Sun. Nov 24th, 2024

19 August 2021

The European Banking Authority (EBA) published today 12 indicators and updated the underlying data from the 31 largest institutions in the EU. This end-2020 data serves as input for the internationally agreed standards on which a smaller subset of banks will be identified as global systemically important institutions (G-SIIs), following the final decision from the Basel Committee on Banking Supervision (BCBS) and the Financial Stability Board (FSB). The EBA, acting as a central data hub in the disclosure process, updates this data on a yearly basis and provides a user-friendly platform to aggregate it across the EU.

A stable sample of 27 institutions shows that the aggregate amount for total exposures, as measured for the leverage ratio, increased by 6.3%, the fastest pace on record, and stood at EUR 20.3 trillion at the end of 2020. Underwriting and payments activities increased by 31.4% and 5.5%, respectively, while aggregate values for trading and available-for-sale-securities increased by 9.9%. Equally, the value for both cross-jurisdictional claims and liabilities rose to the highest value since 2013 standing at EUR 8.1 trillion (3.7% increase from end-2019) and EUR 6.2 trillion (4.9% increase from end-2019), respectively. Conversely, securities outstanding decreased by 8.1% from end-2019, totally offsetting the 5.8% increase observed last year.

Background legal basis and next steps

The EBA Guidelines on disclosure of G-SIIs define uniform requirements for disclosing the values used during the identification and scoring process of G-SIIs, in line with the internationally agreed standards developed by the BCBS and the FSB.

To promote a level playing field in the EU regarding these requirements and to increase transparency on the internal financial market, the current level of disclosure goes beyond the minimum standards required by the BCBS, both in terms of granularity of the disclosed information and applicable scope of institutions. Consequently, some of the group-specific templates currently published belong to institutions that have not contributed directly to the BCBS’s G-SIB exercise.

The Regulatory Technical Standards (RTS) on the specification of the methodology for the identification and definition of subcategories of G-SIIs, and Guidelines on disclosure of G-SIIs have been developed in accordance with Directive 2013/36/EU (Capital Requirements Directive – CRD IV) on the basis of internationally agreed standards, such as the framework established by the BCBS and the FSB.

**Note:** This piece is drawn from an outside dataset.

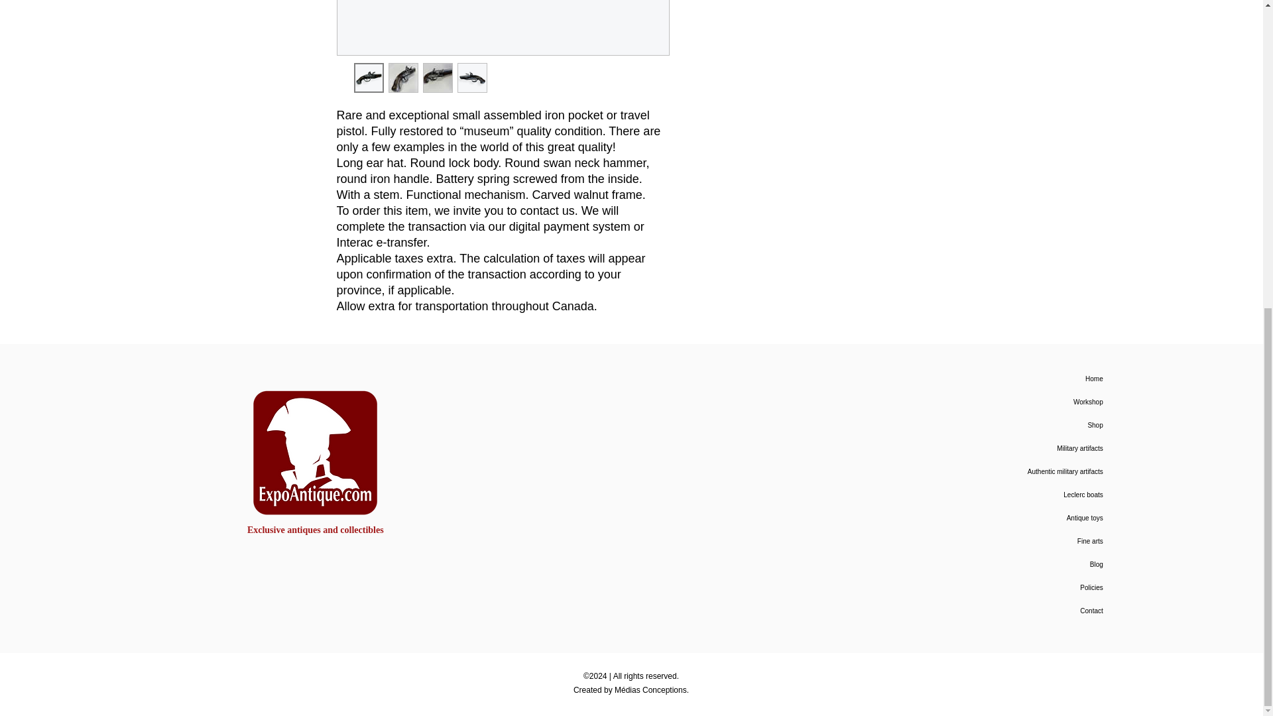  Describe the element at coordinates (1002, 495) in the screenshot. I see `Leclerc boats` at that location.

The identification of a G-SII, which leads to higher capital buffer requirements, falls under the responsibility of national competent authorities and this process is updated by December 15 every year. The identification will be based on the disclosure of global denominators and G-SIB exercise results, which are expected to be published by the BCBS and the FSB in November each year. Any higher capital buffer requirements will then apply after about one year from the publication by competent authorities of banks’ scoring results, thus allowing institutions enough time to adjust to the new buffer requirement.